The current Housing Secretary stunned Westminster five years ago when he announced a leadership bid to replace David Cameron while running Boris Johnson’s campaign to enter No10.

The two men had worked side-by-side on the Vote Leave campaign that helped win the EU referendum for Brexiteers and was the high watermark in a personal rivalry between the two men going back to their university days.

And today, with the benefit of hindsight Mr Gove admitted it had been ‘political suicide’ to run against the current PM. 

Today, with the benefit of hindsight Mr Gove admitted it had been ‘political suicide’ to run against the current PM five years ago

The two men had worked side-by-side on the Vote Leave campaign that helped win the EU referendum for Brexiteers

Back in June 2016 Mr Johnson’s (pictured today) allies warned there was a ‘deep pit in Hell’ waiting for Gove after the then Justice Secretary stabbed his fellow Brexit champion in the back, saying he was not up to being Prime Minister.

He made the remark in a Commons session about planning reforms, which are being reviewed amid cricitism from Tory backbenchers.

Shadow planning minister Ruth Cadbury said she had not ‘seen (him) torpedo something so effectively since he sunk the Prime Minister’s leadership in 2016’. 

Responding, Mr Gove joked: ‘Well, I’m grateful to (her) for taking me back to the halcyon days of 2016. It wasn’t so much a torpedo being launched as an unexploded bomb going off in my own hands.

‘But as the former member for Kensington and Chelsea Sir Malcolm Rifkind pointed out, one of the things about committing political suicide is that you always live to regret it.’

Back in June 2016 Mr Johnson’s allies warned there was a ‘deep pit in Hell’ waiting for Gove after the then Justice Secretary stabbed his fellow Brexit champion in the back, saying he was not up to being Prime Minister.

Mr Gove delivered a brutal verdict on Mr Johnson’s capabilities and questioned whether his ‘heart and soul’ were in taking the UK out of the EU, effectively ending his hopes of succeeding David Cameron, as he announced his own bid for Downing Street.

Damning his frenemy with faint praise, Mr Gove said he had ‘enjoyed working with him’ during the referendum campaign.

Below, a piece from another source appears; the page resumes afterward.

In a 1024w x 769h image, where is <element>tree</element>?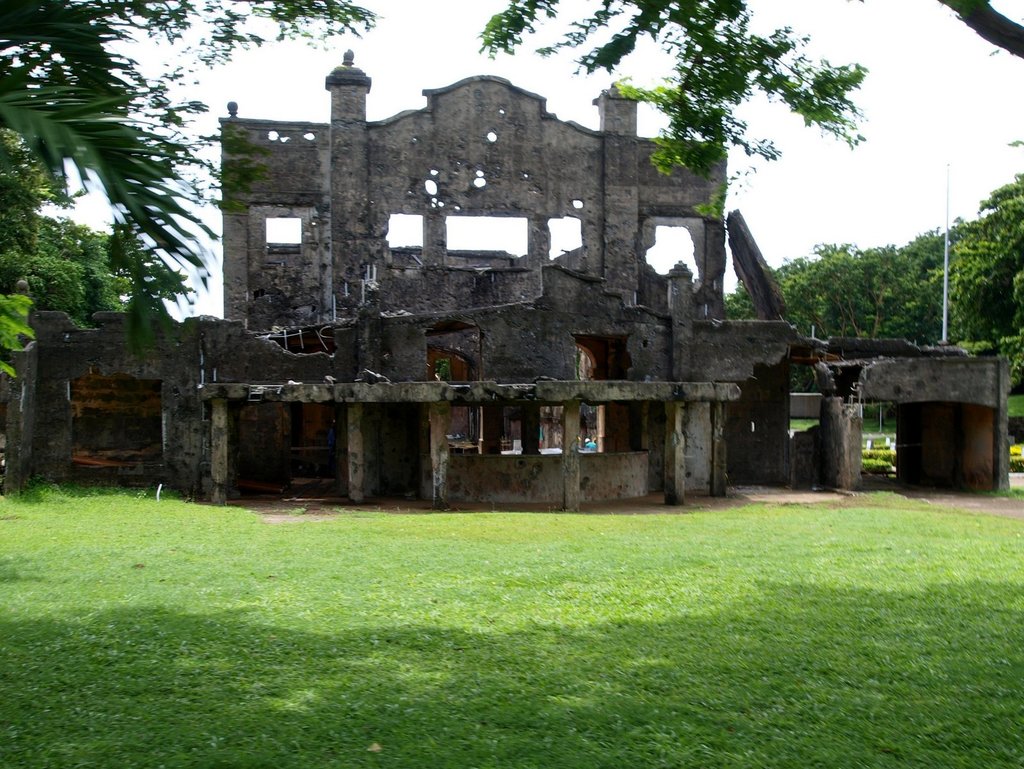
(0,117,200,485).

But he said: ‘I realised in the last few days that Boris isn’t capable of building that team and providing that unity.

‘And so I came reluctantly but firmly to the conclusion that as someone who had argued from the beginning that we should leave the European Union and as someone who wanted ensure that a bold, positive vision for our future was implemented, that I had to stand for leadership of the Conservative party.’ 

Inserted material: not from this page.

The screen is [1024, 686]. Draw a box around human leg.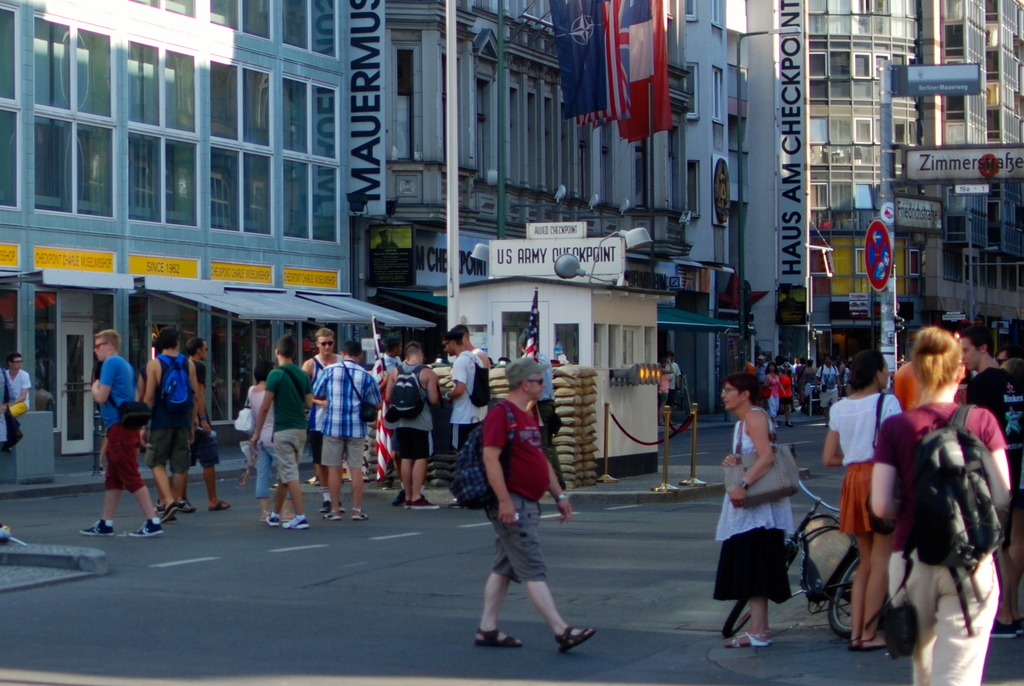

The two again faced-off against each other in 2019, when they both ran to succeed Mrs May. This time Mr Johnson was victorious, but kept his rival in Government, moving him from Environment Secretary to the Chancellor of the Duchy of Lancaster. He replaced Robert Kenrick at Housing at the last reshuffle, with additional powers to mastermind the levelling-up agenda.